With Congress out of town for the Thanksgiving break, there’s been
little to distract Washington’s prognosticators from offering their
predictions over the public plan’s fate. Truth is, no one is quite sure
how this saga is going to play out. Based on comments from several of
the four moderates since Saturday’s vote, it’s tempting to argue that
Democratic leaders will at the very least have to scale back the public
plan to pass the larger bill. Then again, the way Landrieu melted Saturday
at the chance to secure millions of federal dollars for Louisiana
indicates that there’s much more at play here than mere principle.

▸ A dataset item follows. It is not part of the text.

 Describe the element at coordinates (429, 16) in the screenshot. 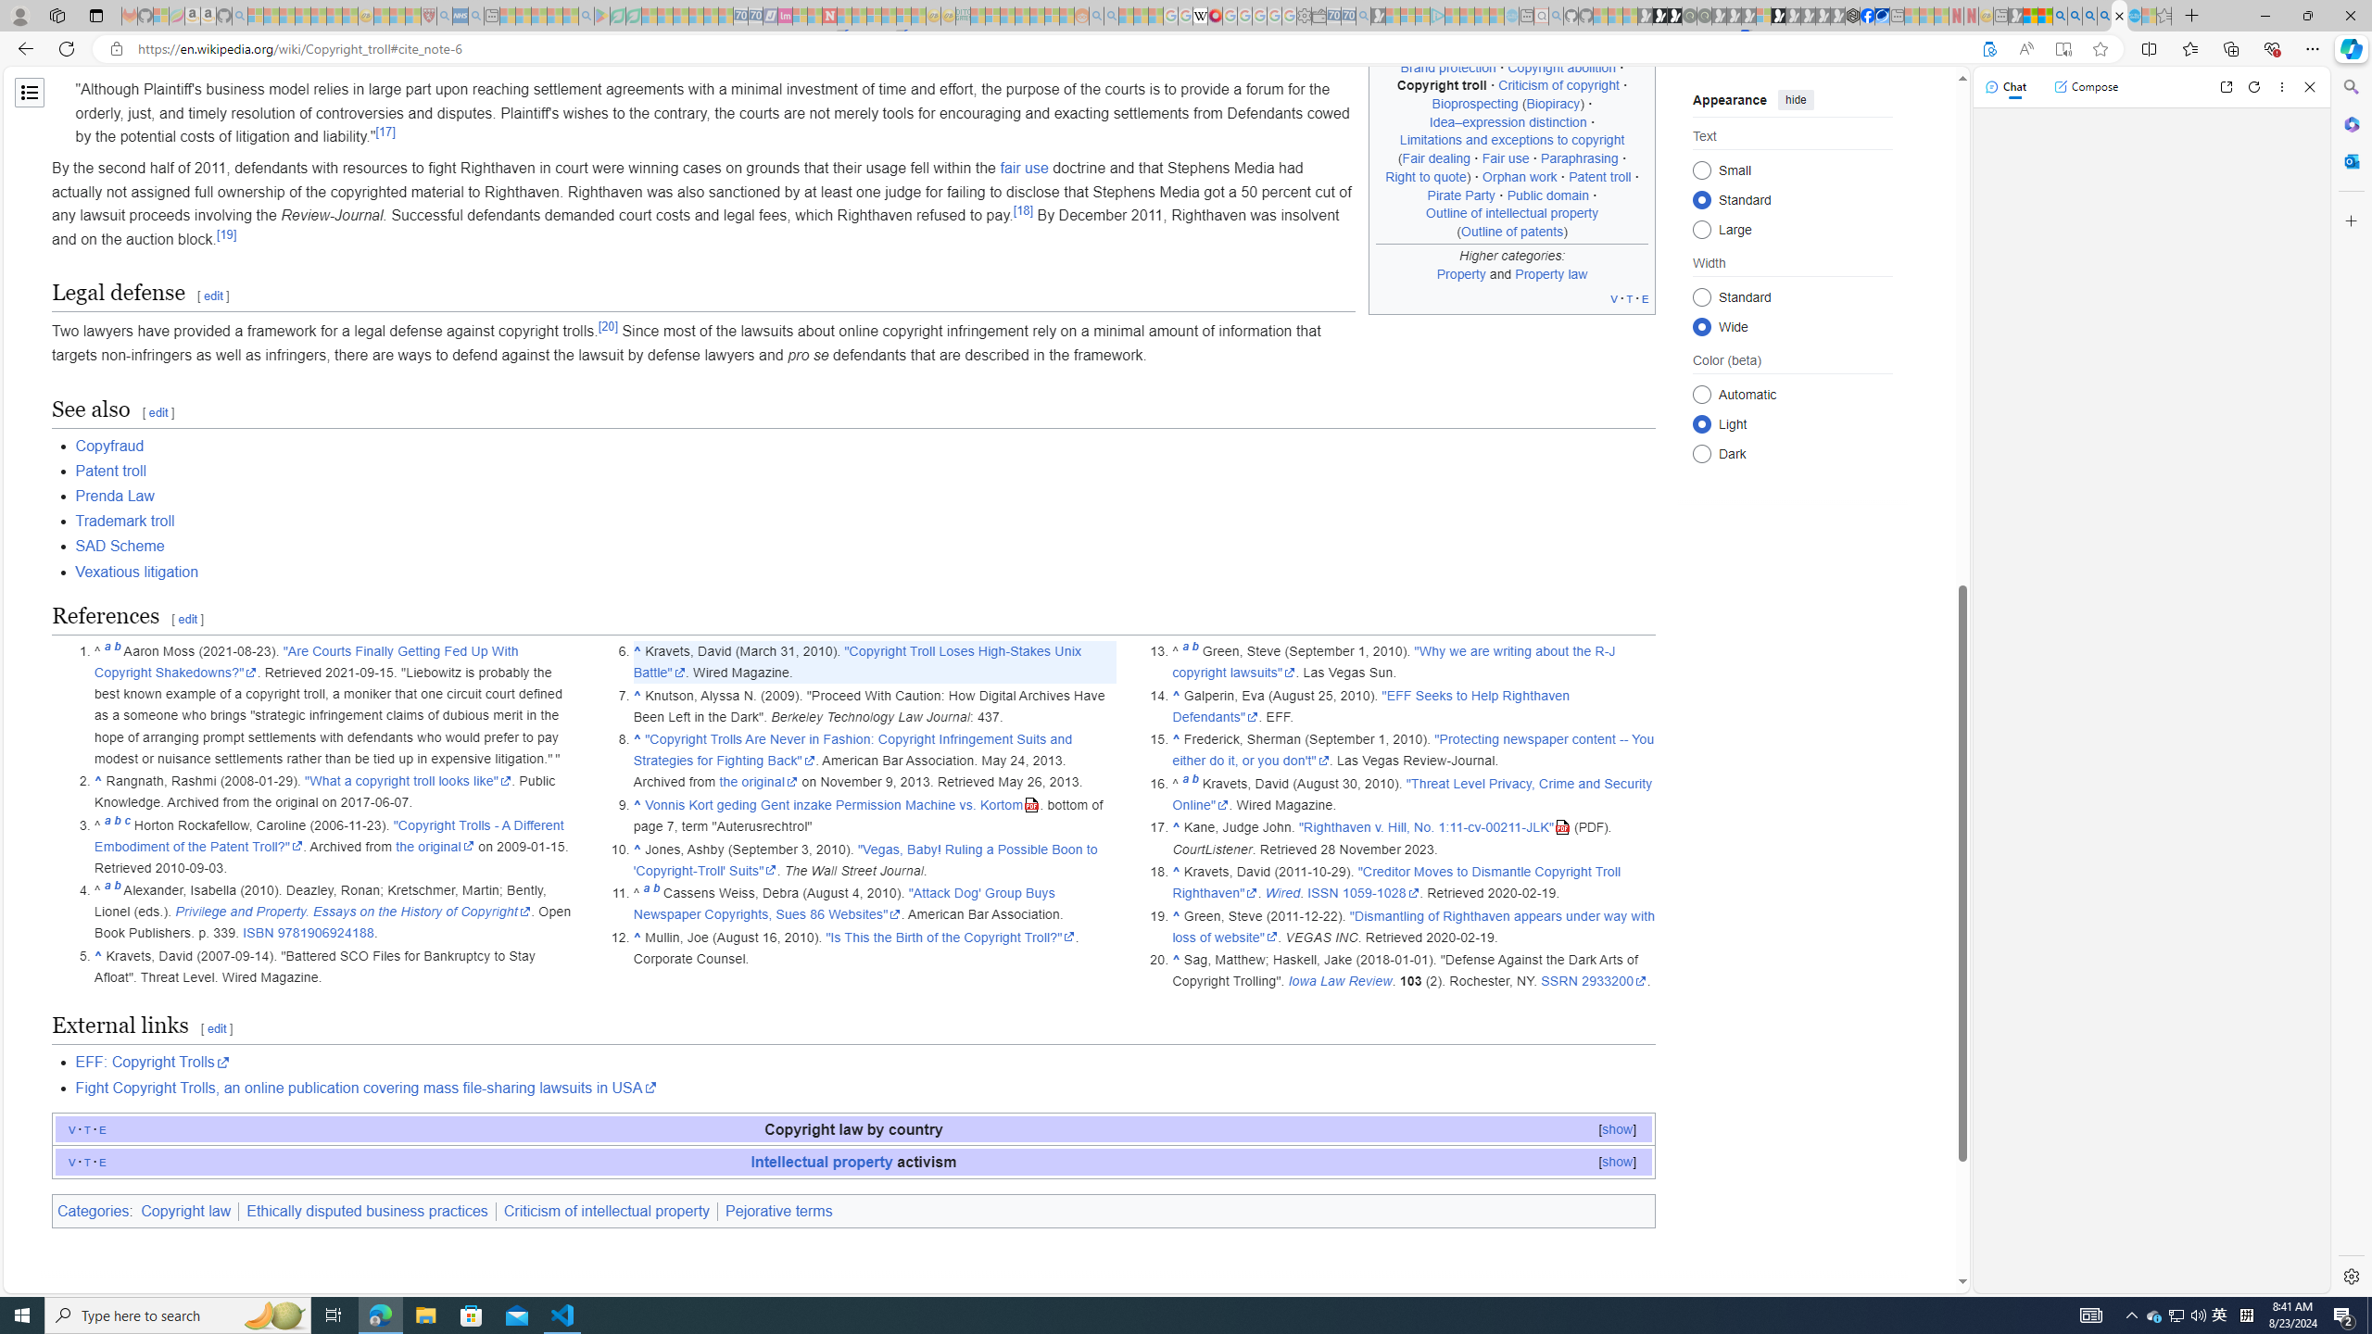

I see `Robert H. Shmerling, MD - Harvard Health - Sleeping` at that location.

With all of that in mind, Sen. Sherrod Brown (D-Ohio) offered his
own optimistic take on how the drama over the public option will end,
telling CNN yesterday that the historical significance of the reform
vote will ultimately be enough to sway the four moderates in favor of
the bill.
In the end, I don’t want four Democratic senators
dictating to the other 56 of us and to the country, when the public
option has this much support, that it’s not going to be in it. […]I don’t think they want to be on the wrong side of history. I don’t
think they want to go back and say, you know, on a procedural vote, I
killed the most important bill in my political career. I don’t think
they want to be there on that. So I think in the end, we get them.